Wednesday, October 22, 2008

Breaking out of the Bubble?

While writing our third essay, I've begun to notice some changes in my normal approach to writing.

While each of us have different methods and approaches to writing, I think what can be said for most of us is that we always start with our own, unique approach for each and every paper that we write. What I mean is that, most likely in high school when we start more intensive writing, we create a kind of recursive formula for writing that we begin with for each new paper we must write. For example, I know some people always start with mapping out an outline, like our high school teachers always told us to do, and then proceed to write the paper once the general ideas are outlined. In the actual writing process, some people will perhaps start from beginning to end and put down all their ideas, like a stream of writing, and that is what would be called their rough draft. Others may just start writing whatever comes to mind, even if it's the middle of a body paragraph, and proceed writing in this scattered way until all the pieces have been written. In any case, we generally tend to go about writing a paper in the same way every time, because that is what we are comfortable with.

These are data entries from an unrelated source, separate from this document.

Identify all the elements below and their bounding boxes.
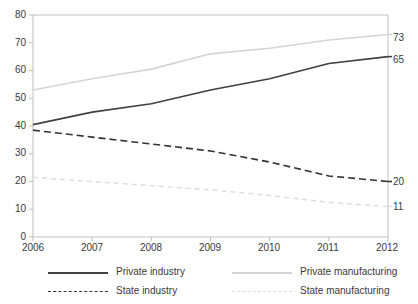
- legend-row-1: Private industry Private manufacturing: [0, 264, 418, 281]
- legend-label-state-manufacturing: State manufacturing: [300, 284, 390, 298]
- legend-swatch-private-manufacturing: [232, 272, 292, 274]
- legend-swatch-state-manufacturing: [232, 291, 292, 292]
- legend-label-private-manufacturing: Private manufacturing: [300, 265, 397, 279]
- series-line-private-industry: [33, 57, 388, 125]
- axis-layer: [29, 15, 388, 241]
- legend-label-private-industry: Private industry: [116, 265, 185, 279]
- plot-area: [0, 0, 418, 304]
- line-chart: 80 70 60 50 40 30 20 10 0 2006 2007 2008…: [0, 0, 418, 304]
- legend-swatch-state-industry: [48, 291, 108, 292]
- chart-legend: Private industry Private manufacturing S…: [0, 264, 418, 304]
- legend-row-2: State industry State manufacturing: [0, 283, 418, 300]
- legend-swatch-private-industry: [48, 272, 108, 274]
- legend-label-state-industry: State industry: [116, 284, 177, 298]
- series-line-state-manufacturing: [33, 177, 388, 206]
- series-line-state-industry: [33, 130, 388, 181]
- series-layer: [33, 34, 392, 206]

For me, my usual "formula" is to sit down, read and understand the prompt, and just think about what I want to write about for a while. Normally, some kind of argument or insight comes to me fairly quickly, and then I think about what support I would use that would form the body paragraphs. Then, once I have a general idea of what to write, I begin writing, always in a linear fashion: beginning, middle, end. I start with my introductory paragraph containing my thesis, move onto the supporting paragraphs, and end in a conclusion. Additionally, I have a hard time writing "rough" drafts. I'm a very slow writer because I tend to be very picky about how I write. I'm particularly bad at just writing whatever comes to my mind; this lends itself to very slow writing because I need to be satisfied with how I've worded my sentence and if it's clear or too convoluted or cliche or prosaic etc etc. (As I write this now I realize I am rereading every sentence I'm writing and forcing myself not to dwell too long because it's supposed to be a blog and I should be writing my actual essay right now). It can take me over an hour just to get my introductory paragraph the way I want it. Hence, I seem to have an OCD like inability to just spit out a rough draft. I've used this general approach for every essay I've written since junior year. Until now, that is.

While writing this essay, I struggled (am still struggling?) just to formulate a clear argument. As I said before, normally I can think of what I want to write pretty quickly (one of the few things I'm pretty quick at). But I find these prompts are on a much more difficult level, partly because they are very broad and mostly because the poems they deal with are much more abstract and hence it is much harder to compose a clear, definitive, and consistent argument. Because I've had trouble formulating my starting point, the point after which the rest of my essay normally unfolds, I've found that my usual formula just isn't as applicable to this situation. So, I've kind of had to step out my bounds or my comfort bubble if you will, and tread into new waters. I'm taking a scattered approach - just writing what I can and then seeing if I can piece everything together - and not worrying about perfection, because quite frankly if I write how I usually do it would not only take an inordinate amount of time but I may very just end up scrapping it in the end because my thesis isn't even fully developed. Unless the long awaited afflatus comes, this will invariably end up being my first truly rough, rough draft.

Anyway, I would elaborate on this a bit more and then conclude how it's probably a good thing that I'm stepping out of my comfort zone and exploring new methods of writing, and that it would probably be beneficial to all developing writers to do something similar, but this is already getting a bit long winded and since I've already spent too much time writing this and not my essay I should sleep so tomorrow I can bang my head all day on "Spring and All".

2 comments:

Al said...

My problem with writing essays used to be that first step: getting my main idea, or argument, onto the paper. I would literally spend hours thinking about a prompt, but not have a single thing written down. Once I have my thesis all ready, I'm usually able to spew ideas onto the paper, and eventually organize them into something coherent, but it's really that first leap that takes all the work.
For this last essay, I tried brain-storming by re-reading a poem a few times, making sure to underline and write any insights down, and I eventually found a pattern that I could use as a main argument for my essay.

Jennifer Zhu said...

I'm also a very slow writer and tend to reread everything I write to make sure it sounds good and is grammatically correct. I think this happens because our main ideas are not as developed. I noticed that I reread my writing when I run out of words and ideas to write about and once I reread my writing, I tend to add another sentence that means just about the same thing my last sentence said. As a result, my whole essay becomes very repetitive. But for this third essay, I tried to use a more developed argument and hopefully, the essay is better than the ones before it.